This biography, written by Amy Zamarripa Solis, is shared with permission from Brighton & Hove Museums.
Born: 1960s, United Kingdom
Died: NA
Country most active: United Kingdom
Also known as: NA
Patrice Lawrence first came on my radar through her children’s book Diver’s Daughter (2019). It’s a story set during Tudor times, exploring the life of a young West African girl, Eve, living with her mother in the Southwark slums of Elizabethan London.
With Diver’s Daughter, it was exciting to discover another Sussex writer who was interested in sharing the stories of the Black, Asian and ethnic minority experience in the UK before Windrush, which is when everyone thinks immigration happened. This is not true.
Patrice writes about the 16th century set Diver’s Daughter:
‘I was probably in my 30s before I really knew that there had been black people in the UK before the 1940s or 1930s, and I’m thinking 16th century. I grew up around Sussex, so I remember when the Mary Rose was raised in the 80s. I wish I’d had that connection, knew the involvement in that part of history in time and known that was a story that had to be told. Also, Jack Francis was the first recorded man of African descent to give evidence in an English law court. So that is all expunged from history in a sense, but the problem is if you’re writing for children, I didn’t want to write the biography of a man, I wanted to write something from a child’s point of view. So, I fictionalised a young woman of mixed heritage: her mum had been taken by the Portuguese from the isle of Mozambique, come from enslavement and ended up in Southwark.’
Patrice Lawrence is a British writer and journalist. She was born in Brighton and was brought up in an Italian–Trinidadian family. Her mother came to England from Trinidad to train as a psychiatric nurse. She has an MA in Writing for Film and TV.
She writes fiction for adults and children. Her debut young adults (YA) novel Orangeboy (2016) won The Bookseller′s YA Book Prize 2017, the Waterstones Children’s Book Prize for Older Children 2017 and was shortlisted for the 2016 Costa Children’s Book Award.
Patrice says, ‘though her primary aim had been to promote hope in her story of a teenager caught in gang violence, she wanted to reflect the real situation faced by many black teenagers in Britain.’
Her follow-up book, Indigo Donut (2017) is set in Hackney and deals with bullying, fostering, and teenage relationships.
The Guardian wrote: ‘Her award-winning debut Orangeboy, a gripping urban thriller, announced Patrice Lawrence as a bold, fresh voice in young adult fiction. This promise is realised in her second book, a tender and complex story of first love, family and belonging.’
Appealing for me is that her writing for young adults features characters of mixed race and BAME backgrounds who experience real life teenage issues, such as bullying, abuse, gangs, and being orphaned.
Patrice writes, ‘I want to write books that have hope in them.’
She also publishes a regular blog about her experiences of writing and having her work published, called The Lawrence Line. She says: ‘There are a lot of people coming up behind you and you want to let them know how it happens, particularly for young black writers. I want to show that I’ve had a good experience of publishing and give people hope that they can tell their stories.’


Count how many lines in the material below hold the word "DATE"; the reply is that number alone.
▽
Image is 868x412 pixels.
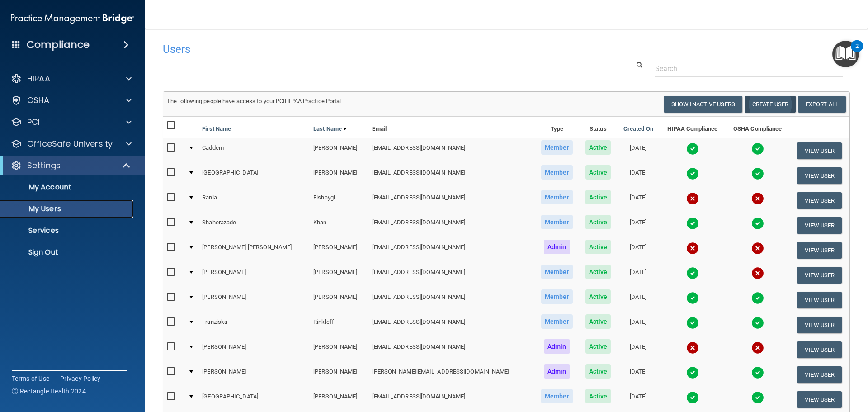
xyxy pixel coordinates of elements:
td: [EMAIL_ADDRESS][DOMAIN_NAME] [368,163,535,188]
span: Member [541,140,573,155]
a: Export All [797,96,845,113]
span: Member [541,388,573,403]
td: [PERSON_NAME] [199,287,310,312]
span: Active [586,339,611,354]
span: Admin [544,239,570,254]
td: [EMAIL_ADDRESS][DOMAIN_NAME] [368,287,535,312]
img: tick.e7d51cea.svg [751,316,764,329]
td: Shaherazade [199,212,310,238]
td: [PERSON_NAME][EMAIL_ADDRESS][DOMAIN_NAME] [368,362,535,387]
img: cross.ca9f0e7f.svg [751,341,764,354]
td: [EMAIL_ADDRESS][DOMAIN_NAME] [368,238,535,263]
td: [PERSON_NAME] [199,362,310,387]
td: [EMAIL_ADDRESS][DOMAIN_NAME] [368,312,535,337]
img: tick.e7d51cea.svg [686,316,698,329]
p: OfficeSafe University [27,138,113,149]
span: Active [586,140,611,155]
td: [PERSON_NAME] [199,263,310,287]
span: Ⓒ Rectangle Health 2024 [11,386,86,396]
td: Rania [199,188,310,212]
td: [PERSON_NAME] [PERSON_NAME] [199,238,310,263]
span: The following people have access to your PCIHIPAA Practice Portal [167,97,342,105]
h4: Compliance [27,38,89,51]
td: [DATE] [617,238,660,263]
button: View User [797,143,841,159]
a: Settings [11,160,131,171]
img: tick.e7d51cea.svg [686,267,698,279]
button: View User [797,242,841,259]
button: Create User [745,96,796,113]
td: [EMAIL_ADDRESS][DOMAIN_NAME] [368,138,535,163]
td: [PERSON_NAME] [310,263,368,287]
span: Admin [544,364,570,378]
td: Elshaygi [310,188,368,212]
span: Active [586,239,611,254]
td: Khan [310,212,368,238]
div: 2 [855,46,858,58]
td: [GEOGRAPHIC_DATA] [199,163,310,188]
button: Show Inactive Users [664,96,742,113]
td: Caddem [199,138,310,163]
td: [EMAIL_ADDRESS][DOMAIN_NAME] [368,263,535,287]
p: OSHA [27,95,49,105]
button: View User [797,267,841,283]
input: Search [655,60,843,77]
button: View User [797,341,841,358]
p: My Users [6,204,129,213]
td: [PERSON_NAME] [310,287,368,312]
span: Active [586,190,611,204]
td: [DATE] [617,287,660,312]
td: Franziska [199,312,310,337]
img: tick.e7d51cea.svg [751,217,764,230]
th: Status [579,117,617,138]
th: HIPAA Compliance [660,117,725,138]
td: [DATE] [617,337,660,362]
img: tick.e7d51cea.svg [751,291,764,304]
img: cross.ca9f0e7f.svg [751,192,764,204]
a: OfficeSafe University [11,138,131,149]
td: [PERSON_NAME] [310,362,368,387]
button: View User [797,217,841,234]
th: Email [368,117,535,138]
td: [PERSON_NAME] [310,387,368,412]
td: [DATE] [617,163,660,188]
img: cross.ca9f0e7f.svg [686,192,698,204]
a: Created On [623,123,653,134]
td: [DATE] [617,263,660,287]
td: [GEOGRAPHIC_DATA] [199,387,310,412]
span: Active [586,388,611,403]
td: [EMAIL_ADDRESS][DOMAIN_NAME] [368,212,535,238]
a: Last Name [313,123,346,134]
span: Member [541,190,573,204]
span: Member [541,264,573,279]
a: Privacy Policy [60,374,101,383]
td: [EMAIL_ADDRESS][DOMAIN_NAME] [368,188,535,212]
p: Services [6,226,129,235]
td: [PERSON_NAME] [199,337,310,362]
p: Sign Out [6,247,129,256]
th: Type [535,117,579,138]
button: View User [797,192,841,208]
a: PCI [11,117,131,127]
td: Rinkleff [310,312,368,337]
img: tick.e7d51cea.svg [686,366,698,379]
td: [PERSON_NAME] [310,163,368,188]
a: OSHA [11,95,131,105]
td: [DATE] [617,387,660,412]
button: View User [797,167,841,184]
span: Member [541,314,573,328]
span: Admin [544,339,570,354]
img: tick.e7d51cea.svg [751,167,764,180]
img: tick.e7d51cea.svg [686,291,698,304]
img: tick.e7d51cea.svg [686,217,698,230]
th: OSHA Compliance [725,117,789,138]
img: tick.e7d51cea.svg [751,143,764,155]
td: [PERSON_NAME] [310,138,368,163]
td: [EMAIL_ADDRESS][DOMAIN_NAME] [368,337,535,362]
span: Active [586,215,611,229]
td: [DATE] [617,312,660,337]
span: Active [586,165,611,179]
td: [PERSON_NAME] [310,238,368,263]
p: PCI [27,117,40,127]
img: tick.e7d51cea.svg [686,391,698,404]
△
### Solution for this task:
7